Sunday, September 5, 2010

The Writer's Craft and Scotch Whiskey

Is it a surprise to anyone that I am a classic Type A personality? Yes, the upholstered chair at my desk frays along the front, not the back. When I focus on a client, it’s intense, eyes in compassion, but still intense. I don’t meander; I storm. My actions reflect layers of quickly reasoned thoughts, not tending to linger on the single thought in great depth.

I don’t write short stories, but for assignments at the Univ. of IA summer program, I am forced into its tightly knit form. I learn a great deal as I organize my thoughts, reach for the concepts and writer craft skills I have and I’m learning. They give me a chance to see what I’ve accomplished on a few pages. One such work, I’m cultivating, revising, and eying for my annual contender for the Zoetrope: All-Short Story Contest. I do this without any thought or hope of recognition, but more of a final school exam, a statement of my growth.

This year, two writing projects intersected and gave me pause. One a nonsense, fun piece for an acquaintance about reviews and scotch whiskey—okay, you had to be there… The other was this short story, Eden.

After Eden’s time in the corner, in the drawer in writer's vernacular--that recommended writer’s rest and pause, this time rather than picking it up, attacking it with vigor, and devouring it, I read it through the eyes of that master brewer, deep in his caves, testing his kegs in the cold, bitter winter time, imagining the spring. The deep draw of breath from each glass, the first virgin taste on one, the middle-aged ripeness on another, and then heavenly, fully aged flavor of the cream—aged ten, fifteen, more years. Reminiscing on the smoky flavor, the subtle blend, the gentle timeless aging in a keg traveled with me into my revision of Eden—an incident unprecedented.

Being type A, these moments do not settle easily around me, but when they do, when I find that peace, when I find that time for being in the moment—it is a delicious and wondrous time, and the work does well for it.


## TRY IT:
I'd like the data below restated word for word, with the pictures left out.

## DATA PROVIDED:

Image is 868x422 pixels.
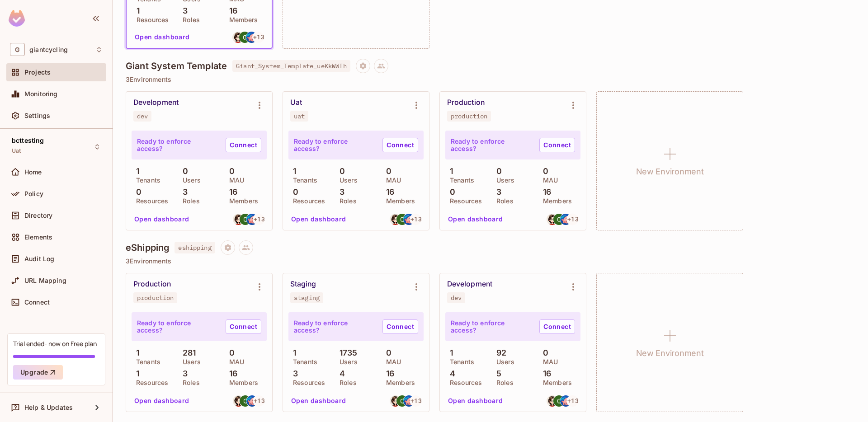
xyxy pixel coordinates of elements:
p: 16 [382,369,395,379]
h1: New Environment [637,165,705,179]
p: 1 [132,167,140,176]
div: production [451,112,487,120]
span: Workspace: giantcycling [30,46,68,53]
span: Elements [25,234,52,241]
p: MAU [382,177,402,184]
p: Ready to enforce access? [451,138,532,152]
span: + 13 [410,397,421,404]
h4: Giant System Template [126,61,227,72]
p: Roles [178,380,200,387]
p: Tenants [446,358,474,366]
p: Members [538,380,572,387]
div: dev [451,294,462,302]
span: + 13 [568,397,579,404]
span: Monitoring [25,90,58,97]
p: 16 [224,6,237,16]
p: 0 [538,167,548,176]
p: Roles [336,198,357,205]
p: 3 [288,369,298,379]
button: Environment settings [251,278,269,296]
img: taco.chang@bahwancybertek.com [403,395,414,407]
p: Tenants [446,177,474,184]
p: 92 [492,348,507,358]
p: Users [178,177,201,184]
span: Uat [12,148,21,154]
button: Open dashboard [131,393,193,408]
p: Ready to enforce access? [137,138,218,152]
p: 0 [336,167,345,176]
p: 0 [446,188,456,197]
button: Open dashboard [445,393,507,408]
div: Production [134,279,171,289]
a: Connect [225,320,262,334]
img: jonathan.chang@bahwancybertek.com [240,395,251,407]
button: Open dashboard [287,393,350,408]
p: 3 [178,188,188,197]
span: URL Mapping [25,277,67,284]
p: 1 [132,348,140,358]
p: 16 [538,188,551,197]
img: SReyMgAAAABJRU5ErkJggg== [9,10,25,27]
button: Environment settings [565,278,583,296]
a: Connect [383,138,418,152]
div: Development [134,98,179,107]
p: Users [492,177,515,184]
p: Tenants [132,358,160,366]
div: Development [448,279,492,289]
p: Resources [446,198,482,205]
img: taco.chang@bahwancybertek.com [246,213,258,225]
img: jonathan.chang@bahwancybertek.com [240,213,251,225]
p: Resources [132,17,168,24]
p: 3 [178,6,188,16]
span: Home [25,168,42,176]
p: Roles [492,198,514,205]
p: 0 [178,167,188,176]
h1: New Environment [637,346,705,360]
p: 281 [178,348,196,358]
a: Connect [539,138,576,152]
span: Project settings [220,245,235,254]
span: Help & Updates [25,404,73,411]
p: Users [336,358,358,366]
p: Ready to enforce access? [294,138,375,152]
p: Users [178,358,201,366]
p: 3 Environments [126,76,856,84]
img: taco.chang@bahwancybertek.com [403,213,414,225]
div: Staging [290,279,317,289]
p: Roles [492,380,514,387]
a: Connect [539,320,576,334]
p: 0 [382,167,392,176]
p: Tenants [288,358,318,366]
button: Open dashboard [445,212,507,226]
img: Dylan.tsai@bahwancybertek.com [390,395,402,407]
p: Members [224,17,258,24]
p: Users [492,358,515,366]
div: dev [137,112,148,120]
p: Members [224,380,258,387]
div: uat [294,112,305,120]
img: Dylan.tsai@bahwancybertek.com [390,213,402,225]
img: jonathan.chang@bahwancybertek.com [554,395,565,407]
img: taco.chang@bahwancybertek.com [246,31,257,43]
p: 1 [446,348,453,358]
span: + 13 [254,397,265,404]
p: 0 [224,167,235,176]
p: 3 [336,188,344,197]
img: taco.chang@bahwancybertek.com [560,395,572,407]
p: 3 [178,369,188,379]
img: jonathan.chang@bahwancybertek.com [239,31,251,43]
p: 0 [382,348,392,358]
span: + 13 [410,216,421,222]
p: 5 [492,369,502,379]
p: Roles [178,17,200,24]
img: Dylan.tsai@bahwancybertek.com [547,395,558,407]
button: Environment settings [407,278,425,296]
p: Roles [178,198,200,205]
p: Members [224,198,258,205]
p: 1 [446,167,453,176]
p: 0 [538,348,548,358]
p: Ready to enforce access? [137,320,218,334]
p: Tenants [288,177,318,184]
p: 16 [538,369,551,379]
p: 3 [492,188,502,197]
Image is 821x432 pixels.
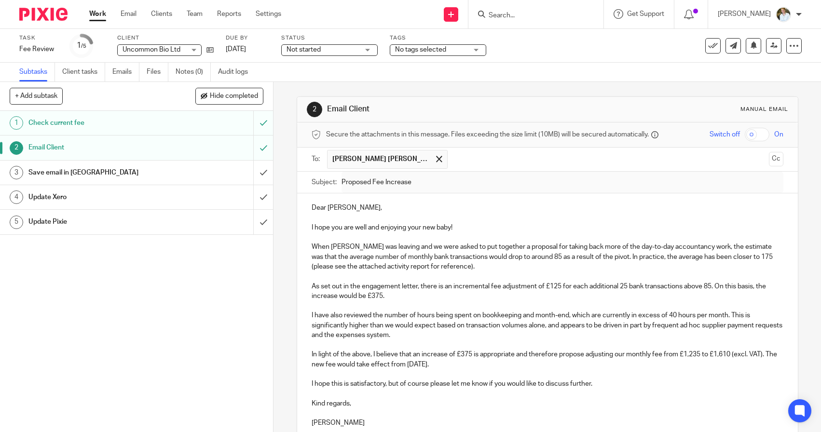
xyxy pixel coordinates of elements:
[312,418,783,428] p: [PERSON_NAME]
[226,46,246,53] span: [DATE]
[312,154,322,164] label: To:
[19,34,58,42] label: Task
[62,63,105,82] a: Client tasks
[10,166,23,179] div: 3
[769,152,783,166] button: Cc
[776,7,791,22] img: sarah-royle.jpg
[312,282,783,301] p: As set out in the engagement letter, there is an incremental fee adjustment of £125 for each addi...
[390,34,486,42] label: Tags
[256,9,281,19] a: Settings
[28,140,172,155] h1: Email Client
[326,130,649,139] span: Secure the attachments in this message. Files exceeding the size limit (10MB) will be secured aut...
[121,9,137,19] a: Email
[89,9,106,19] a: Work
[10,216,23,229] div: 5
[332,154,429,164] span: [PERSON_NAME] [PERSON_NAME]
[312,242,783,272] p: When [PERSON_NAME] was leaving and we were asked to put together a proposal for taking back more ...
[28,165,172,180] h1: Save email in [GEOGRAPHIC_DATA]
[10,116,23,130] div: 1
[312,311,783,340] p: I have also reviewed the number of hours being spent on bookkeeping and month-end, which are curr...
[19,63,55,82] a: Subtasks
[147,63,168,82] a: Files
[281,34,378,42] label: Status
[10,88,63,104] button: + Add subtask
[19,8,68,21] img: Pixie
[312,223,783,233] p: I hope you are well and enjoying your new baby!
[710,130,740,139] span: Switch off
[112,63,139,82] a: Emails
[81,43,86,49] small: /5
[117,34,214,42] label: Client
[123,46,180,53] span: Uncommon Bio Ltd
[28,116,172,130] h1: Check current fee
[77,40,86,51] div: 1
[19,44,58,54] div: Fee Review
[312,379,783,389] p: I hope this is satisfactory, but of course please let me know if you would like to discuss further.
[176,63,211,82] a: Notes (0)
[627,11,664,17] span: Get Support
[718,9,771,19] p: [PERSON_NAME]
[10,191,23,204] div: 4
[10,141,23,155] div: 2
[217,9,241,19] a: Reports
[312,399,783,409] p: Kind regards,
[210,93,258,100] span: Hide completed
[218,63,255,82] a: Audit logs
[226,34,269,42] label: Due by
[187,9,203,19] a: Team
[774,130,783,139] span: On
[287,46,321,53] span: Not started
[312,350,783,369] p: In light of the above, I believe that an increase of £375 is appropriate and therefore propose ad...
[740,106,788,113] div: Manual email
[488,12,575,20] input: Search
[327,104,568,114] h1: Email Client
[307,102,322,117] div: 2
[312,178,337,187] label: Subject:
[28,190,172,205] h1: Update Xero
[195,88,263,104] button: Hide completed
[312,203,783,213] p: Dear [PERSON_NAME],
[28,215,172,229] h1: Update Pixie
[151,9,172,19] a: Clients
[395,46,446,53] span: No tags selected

## EXERCISE OUTPUT:
Image is 868x422 pixels.
xyxy pixel coordinates of elements:
p: 16 [382,369,395,379]
h1: New Environment [637,165,705,179]
p: 1 [132,167,140,176]
div: production [451,112,487,120]
span: Workspace: giantcycling [30,46,68,53]
span: Elements [25,234,52,241]
p: MAU [382,177,402,184]
p: Ready to enforce access? [451,138,532,152]
span: + 13 [410,397,421,404]
h4: Giant System Template [126,61,227,72]
p: Roles [178,380,200,387]
p: Tenants [446,358,474,366]
p: Members [538,380,572,387]
div: dev [451,294,462,302]
span: + 13 [568,397,579,404]
span: Monitoring [25,90,58,97]
p: 16 [224,6,237,16]
p: 0 [538,167,548,176]
p: Roles [336,198,357,205]
p: 3 [288,369,298,379]
button: Environment settings [251,278,269,296]
img: taco.chang@bahwancybertek.com [403,395,414,407]
p: Tenants [446,177,474,184]
p: 92 [492,348,507,358]
p: Users [178,177,201,184]
span: Uat [12,148,21,154]
button: Open dashboard [131,393,193,408]
p: Ready to enforce access? [137,138,218,152]
p: 0 [336,167,345,176]
p: 0 [446,188,456,197]
button: Open dashboard [445,393,507,408]
div: Production [134,279,171,289]
a: Connect [225,320,262,334]
img: jonathan.chang@bahwancybertek.com [240,395,251,407]
button: Open dashboard [287,393,350,408]
p: 3 [178,188,188,197]
span: URL Mapping [25,277,67,284]
p: 1 [132,348,140,358]
p: 16 [538,188,551,197]
img: SReyMgAAAABJRU5ErkJggg== [9,10,25,27]
button: Environment settings [565,278,583,296]
a: Connect [383,138,418,152]
div: Development [134,98,179,107]
p: Users [492,177,515,184]
p: Tenants [132,358,160,366]
div: Development [448,279,492,289]
p: Resources [446,198,482,205]
img: taco.chang@bahwancybertek.com [246,213,258,225]
img: jonathan.chang@bahwancybertek.com [240,213,251,225]
p: Resources [132,17,168,24]
p: 3 [178,6,188,16]
span: Home [25,168,42,176]
p: Roles [492,198,514,205]
p: 0 [178,167,188,176]
h1: New Environment [637,346,705,360]
p: 281 [178,348,196,358]
a: Connect [539,138,576,152]
span: Project settings [220,245,235,254]
span: Help & Updates [25,404,73,411]
p: Users [336,358,358,366]
p: Ready to enforce access? [294,138,375,152]
p: Users [178,358,201,366]
p: 3 Environments [126,76,856,84]
img: taco.chang@bahwancybertek.com [403,213,414,225]
div: Staging [290,279,317,289]
p: Roles [492,380,514,387]
a: Connect [539,320,576,334]
p: 0 [382,167,392,176]
p: Tenants [288,358,318,366]
button: Open dashboard [445,212,507,226]
img: Dylan.tsai@bahwancybertek.com [390,395,402,407]
p: Members [224,17,258,24]
p: Users [492,358,515,366]
div: dev [137,112,148,120]
p: Members [224,380,258,387]
div: uat [294,112,305,120]
img: Dylan.tsai@bahwancybertek.com [390,213,402,225]
img: jonathan.chang@bahwancybertek.com [554,395,565,407]
img: taco.chang@bahwancybertek.com [246,31,257,43]
p: 1 [446,348,453,358]
span: + 13 [254,397,265,404]
p: 0 [224,167,235,176]
p: 3 [336,188,344,197]
img: taco.chang@bahwancybertek.com [560,395,572,407]
p: 3 [178,369,188,379]
img: jonathan.chang@bahwancybertek.com [239,31,251,43]
p: 0 [382,348,392,358]
span: + 13 [410,216,421,222]
p: 5 [492,369,502,379]
p: Roles [178,17,200,24]
img: Dylan.tsai@bahwancybertek.com [547,395,558,407]
button: Environment settings [407,278,425,296]
p: Roles [178,198,200,205]
p: Members [224,198,258,205]
p: 1 [446,167,453,176]
p: 0 [538,348,548,358]
p: Ready to enforce access? [137,320,218,334]
p: Tenants [288,177,318,184]
p: 16 [538,369,551,379]
p: 3 [492,188,502,197]
Image is 821x432 pixels.
xyxy pixel coordinates of elements:
[312,418,783,428] p: [PERSON_NAME]
[226,46,246,53] span: [DATE]
[312,154,322,164] label: To:
[19,34,58,42] label: Task
[62,63,105,82] a: Client tasks
[10,166,23,179] div: 3
[769,152,783,166] button: Cc
[776,7,791,22] img: sarah-royle.jpg
[312,282,783,301] p: As set out in the engagement letter, there is an incremental fee adjustment of £125 for each addi...
[390,34,486,42] label: Tags
[256,9,281,19] a: Settings
[28,140,172,155] h1: Email Client
[326,130,649,139] span: Secure the attachments in this message. Files exceeding the size limit (10MB) will be secured aut...
[121,9,137,19] a: Email
[89,9,106,19] a: Work
[10,216,23,229] div: 5
[332,154,429,164] span: [PERSON_NAME] [PERSON_NAME]
[312,242,783,272] p: When [PERSON_NAME] was leaving and we were asked to put together a proposal for taking back more ...
[28,165,172,180] h1: Save email in [GEOGRAPHIC_DATA]
[10,116,23,130] div: 1
[312,311,783,340] p: I have also reviewed the number of hours being spent on bookkeeping and month-end, which are curr...
[19,63,55,82] a: Subtasks
[147,63,168,82] a: Files
[281,34,378,42] label: Status
[10,88,63,104] button: + Add subtask
[19,8,68,21] img: Pixie
[312,223,783,233] p: I hope you are well and enjoying your new baby!
[710,130,740,139] span: Switch off
[112,63,139,82] a: Emails
[81,43,86,49] small: /5
[117,34,214,42] label: Client
[123,46,180,53] span: Uncommon Bio Ltd
[28,116,172,130] h1: Check current fee
[77,40,86,51] div: 1
[19,44,58,54] div: Fee Review
[312,379,783,389] p: I hope this is satisfactory, but of course please let me know if you would like to discuss further.
[176,63,211,82] a: Notes (0)
[627,11,664,17] span: Get Support
[718,9,771,19] p: [PERSON_NAME]
[10,191,23,204] div: 4
[10,141,23,155] div: 2
[217,9,241,19] a: Reports
[312,399,783,409] p: Kind regards,
[210,93,258,100] span: Hide completed
[218,63,255,82] a: Audit logs
[226,34,269,42] label: Due by
[187,9,203,19] a: Team
[774,130,783,139] span: On
[287,46,321,53] span: Not started
[312,350,783,369] p: In light of the above, I believe that an increase of £375 is appropriate and therefore propose ad...
[740,106,788,113] div: Manual email
[488,12,575,20] input: Search
[327,104,568,114] h1: Email Client
[307,102,322,117] div: 2
[312,178,337,187] label: Subject:
[28,190,172,205] h1: Update Xero
[195,88,263,104] button: Hide completed
[312,203,783,213] p: Dear [PERSON_NAME],
[28,215,172,229] h1: Update Pixie
[151,9,172,19] a: Clients
[395,46,446,53] span: No tags selected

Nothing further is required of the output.